I’m glad you liked “A Sound Of Thunder“. That’s one of my favorite Ray Bradbury stories, and certainly one of the most successful of the thirteen audio adaptations that I did in the series. Bradbury’s writing is so visual sometimes, it was just a natural for audio. By the way, the series is currently being broadcast on the BBC in England. Here is a link to their blog about the shows I did many years ago! The series is also lately available for download on iTunes for anyone who might be interested.
The SFFaudio Podcast #083 – Jesse talks with Jeremy Keith of HuffDuffer.com about his website. HuffDuffer can turn any MP3 file on the web into a podcast! HuffDuffer lets you make your own curated podcasts and share them with the world.
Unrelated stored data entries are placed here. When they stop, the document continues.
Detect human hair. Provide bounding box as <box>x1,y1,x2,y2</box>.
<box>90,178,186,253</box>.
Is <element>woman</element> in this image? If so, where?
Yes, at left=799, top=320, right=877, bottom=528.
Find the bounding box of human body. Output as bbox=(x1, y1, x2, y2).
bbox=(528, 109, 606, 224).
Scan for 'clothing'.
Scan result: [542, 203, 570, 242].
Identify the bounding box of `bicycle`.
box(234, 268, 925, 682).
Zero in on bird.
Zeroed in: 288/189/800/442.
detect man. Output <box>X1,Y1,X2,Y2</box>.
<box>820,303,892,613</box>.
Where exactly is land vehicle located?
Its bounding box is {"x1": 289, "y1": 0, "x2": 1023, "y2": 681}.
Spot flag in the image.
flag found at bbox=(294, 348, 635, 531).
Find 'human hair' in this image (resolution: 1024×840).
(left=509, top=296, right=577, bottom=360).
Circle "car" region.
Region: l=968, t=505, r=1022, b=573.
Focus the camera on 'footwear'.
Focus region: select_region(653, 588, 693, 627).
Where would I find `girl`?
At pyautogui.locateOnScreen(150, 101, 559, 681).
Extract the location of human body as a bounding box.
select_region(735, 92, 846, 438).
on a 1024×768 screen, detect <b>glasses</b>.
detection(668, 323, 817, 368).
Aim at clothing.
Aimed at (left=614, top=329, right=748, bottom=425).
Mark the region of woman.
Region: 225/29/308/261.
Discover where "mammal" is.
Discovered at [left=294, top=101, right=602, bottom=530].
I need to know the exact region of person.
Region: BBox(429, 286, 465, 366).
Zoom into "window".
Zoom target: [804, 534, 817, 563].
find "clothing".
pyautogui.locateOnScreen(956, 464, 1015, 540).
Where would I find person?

Talked about on today’s show: HuffDuffer.com, turning loose mp3 files on the web into podcasts, “the benefit of the website happens when you’re not at the website”, maybe planning ahead just isn’t popular?, the HuffDuffer extension for Firefox, Mozilla Firefox vs. Google Chrome, Bookmarklet, “HuffDuffer is the perfectly developed website”, website design, “all software evolves until it becomes an email client” (or Facebook), interacting with iTunes, “it just works”, you can HuffDuff any audio extension (no video thanks very much), audio vs. video, the stigma of audio (and radio), adactio.com (Jeremy Keith’s website), SalterCane.com, BBC, CBC, tagging your podcasts, the Science Fiction tag on HuffDuffer, Sage an RSS catcher for Firefox, the HuffDuffer people page, the HuffDuffer tag cloud page, the use of machine tags, flickr.com, the Philip K. Dick tag, each tag makes its own feed, the Orson Scott Card Selects podcast feed, get satisfaction from HuffDuffer, HuffDuffing computer voiced MP3 files (please don’t), exploring HuffDuffer as a social network, ClearLeft.com and Jeremy Keith’s profile there, the philosophy of website design, how to design a website for every browser, designing SFFaudio’s design, inertia of website design and designers, “website development is the most hostile environments”, three things have changed the internet for me: 1. podcasting 2. HuffDuffer 3. RSS readers, consuming the content the way you want, the Readability bookmarklet, Safari 5, sustainable business models, Dark Roasted Blend, why isn’t HuffDuffer HUGE?, you aren’t competing on the web, niche websites are empowering, what happens if Jeremy Keith gets hit by a bus?, the demise of websites, is Wikipedia too big to fail?, the further demise of websites, “feature creep“, you don’t buy a domain name (you rent it), the Seeing Ear Theatre story, Archive.org, the Science Fiction mindset, The Wayback Machine, the death of Geocities was a tragedy for the future archaeologists of the web, Isaac Asimov’s Foundation, A Canticle For Leibowitz by Walter M. Miller, Jr., Anathem by Neal Stephenson, The Long Now Foundation, we need servers on the moon, bury archive.org under the Sea Of Tranquility, Carl Sagan, the Voyager record (it’s the longest of the LPs), reconstructing the phonograph 10,000 years down the road, does Science Fiction make you smarter? Jeremy Keith’s answer: “Only Science Fiction fans can be smart.”